Forum Member
Forum Member

Reputation: 163

sscanf format c++

I have a sscanf statement as

sscanf (fieldname, "%s_%d", name, id);

I am giving input as frog_461 but it displays name as "frog_461" and 0 for id. Can you please suggest the correct way to give input to make this statement work? Like in the above example how should I give my input so that name="frog" and id=461. Thanks.


I appreciate all your input. Currently I cannot modify the code, therefore I am not trying to find an alternate way of getting it to work. I am just checking if this code was working earlier and if yes then what input the user must have given to make it work. Thanks.

Upvotes: 5

Views: 7512

Answers (4)

Michael Goldshteyn
Michael Goldshteyn

Reputation: 74340

The answers given so far highlighting sscanf's limitations are wrong! There is a correct way to do this with sscanf:

sscanf(fieldname, "%[^_]_%d", name, &id); 

The %[^_] means to read until an underscore character is encountered. See the entry for [ in the man page for scanf.

Also, notice the ampersand in front of id it is necessary to pass a pointer to id, in order to change it because of C's pass by value semantics.

By the way, this is really a C question and not a C++ one, so you should have probably tagged it as such. If you are using C++, there are much better options than sscanf for parsing.

Upvotes: 14

Perhaps the poster knows that the "identifier" part of his token is only with (English lower-cases) letters, then he could try

char name[32];
memset (name, 0, sizeof(name));
if (sscanf(fieldname, "%31[a-z]_%d", name, num)>=2) {
   /* do something */
} else {
   /* bad fieldname */
}

Be careful with sscanf for C strings (i.e. char arrays) about string buffer overflow; always give a maximal size.

Upvotes: 1

Martin Beckett
Martin Beckett

Reputation: 96119

scanf isn't a general regex parser it only handles whitespace.

You need to split the input string using strtok() or similar, or if you know the format just replace _ with " "

Upvotes: -1

Dabbler
Dabbler

Reputation: 9863

%s reads until it encounters whitespace, it doesn't know to stop at the underscore. One way to do this would be to search for the underscore yourself with strchr. Then you know where the first part of the string ends, and the number can be read with %d.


• [Exercise goal]: Omitting the pictures, output all of the records precisely as written.

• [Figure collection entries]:
==*==

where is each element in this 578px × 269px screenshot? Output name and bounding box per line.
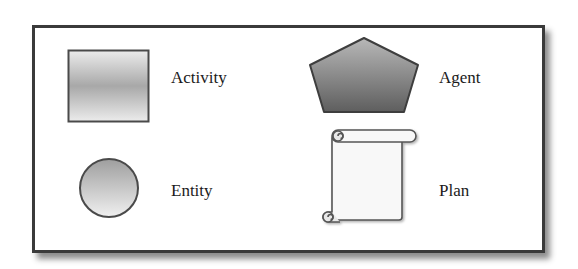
agent-pentagon-icon <box>307 36 421 115</box>
plan-label: Plan <box>439 181 469 201</box>
entity-circle-icon <box>78 157 140 219</box>
plan-scroll-icon <box>318 126 420 228</box>
activity-square-icon <box>67 49 151 124</box>
agent-label: Agent <box>439 68 481 88</box>
entity-label: Entity <box>171 181 213 201</box>
activity-label: Activity <box>171 68 227 88</box>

==*==

• [Response box]:
where is each element in this 578px × 269px screenshot? Output name and bounding box per line.
agent-pentagon-icon <box>307 36 421 115</box>
plan-label: Plan <box>439 181 469 201</box>
entity-circle-icon <box>78 157 140 219</box>
plan-scroll-icon <box>318 126 420 228</box>
activity-square-icon <box>67 49 151 124</box>
agent-label: Agent <box>439 68 481 88</box>
entity-label: Entity <box>171 181 213 201</box>
activity-label: Activity <box>171 68 227 88</box>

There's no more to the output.